The CHAIRMAN. Good. I want to thank everyone. Thank you,
Your Excellency, Ambassador Hafstrom, for being with us today.
Director General Lundgren, we really appreciate your coming. And
Mr. Katz, Mr. Cooke, Dr. White, this is what it should be about.
I have to say I was very much struck by your comment before
and that you alluded to in your testimony that as Sweden worked
through its difficulties, that you had turned to the experiences of
the RTC and our efforts during the Great Depression in part to
help inform the next iteration of how to deal with these problems,
and that makes me doubly grateful that you would travel to the
United States and bring us your experiences that we might bring
them together here.
I want to say that this Panel reminds me of the importance of
our having an overall strategy to deal with this problem. It is enormously valuable to hear from four different sets of experiences and
to hear common themes that run through them, some of which we
have already begun to heed, some of which we clearly have not.

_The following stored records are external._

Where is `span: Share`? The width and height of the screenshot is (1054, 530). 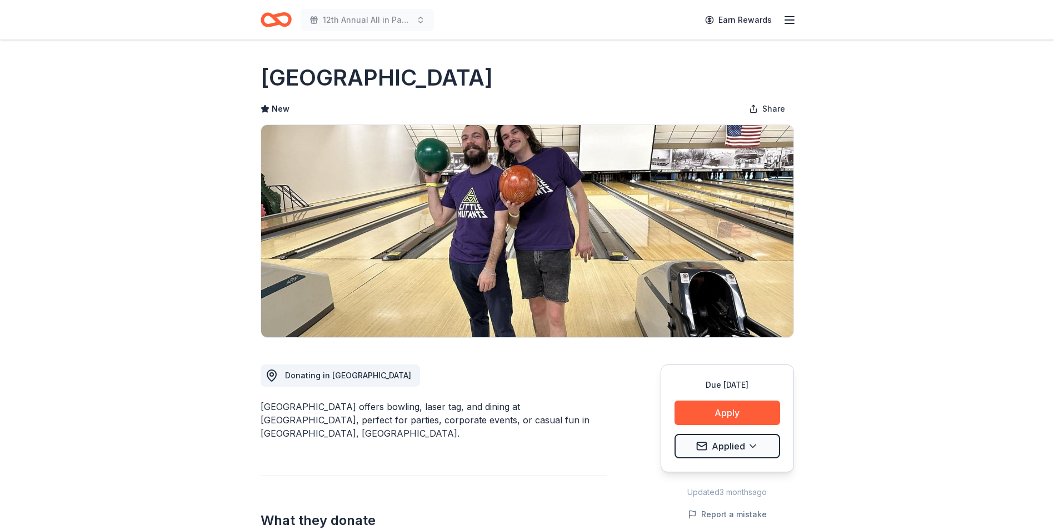 span: Share is located at coordinates (773, 109).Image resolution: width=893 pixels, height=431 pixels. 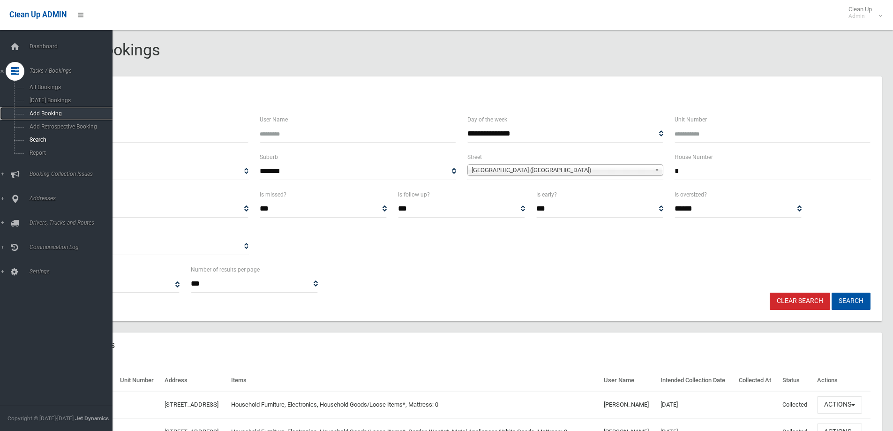 I want to click on label: Street, so click(x=475, y=157).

It is also very interesting to hear the much more shall I say muscular approach taken toward management and investors and on behalf of the taxpayers whose money is being used to try to rescue
these organizations and to put the economy back on a sound footing. But ultimately, the idea of developing and executing a plan in
order to be able to preserve the financial institutions and restart
the economy is deeply underscored by the testimony of all four of
you.
I very much appreciate your taking the time to be with us today.
The record will be held open if anyone wishes to add additional
questions.
I am sorry that our colleagues were not able to be with us. I
know the press of other business has kept them elsewhere. We may
have additional questions that we would like to send to you and
ask for your remarks in writing so that they might be made part
of the formal record.
With that, this stands adjourned. Thank you.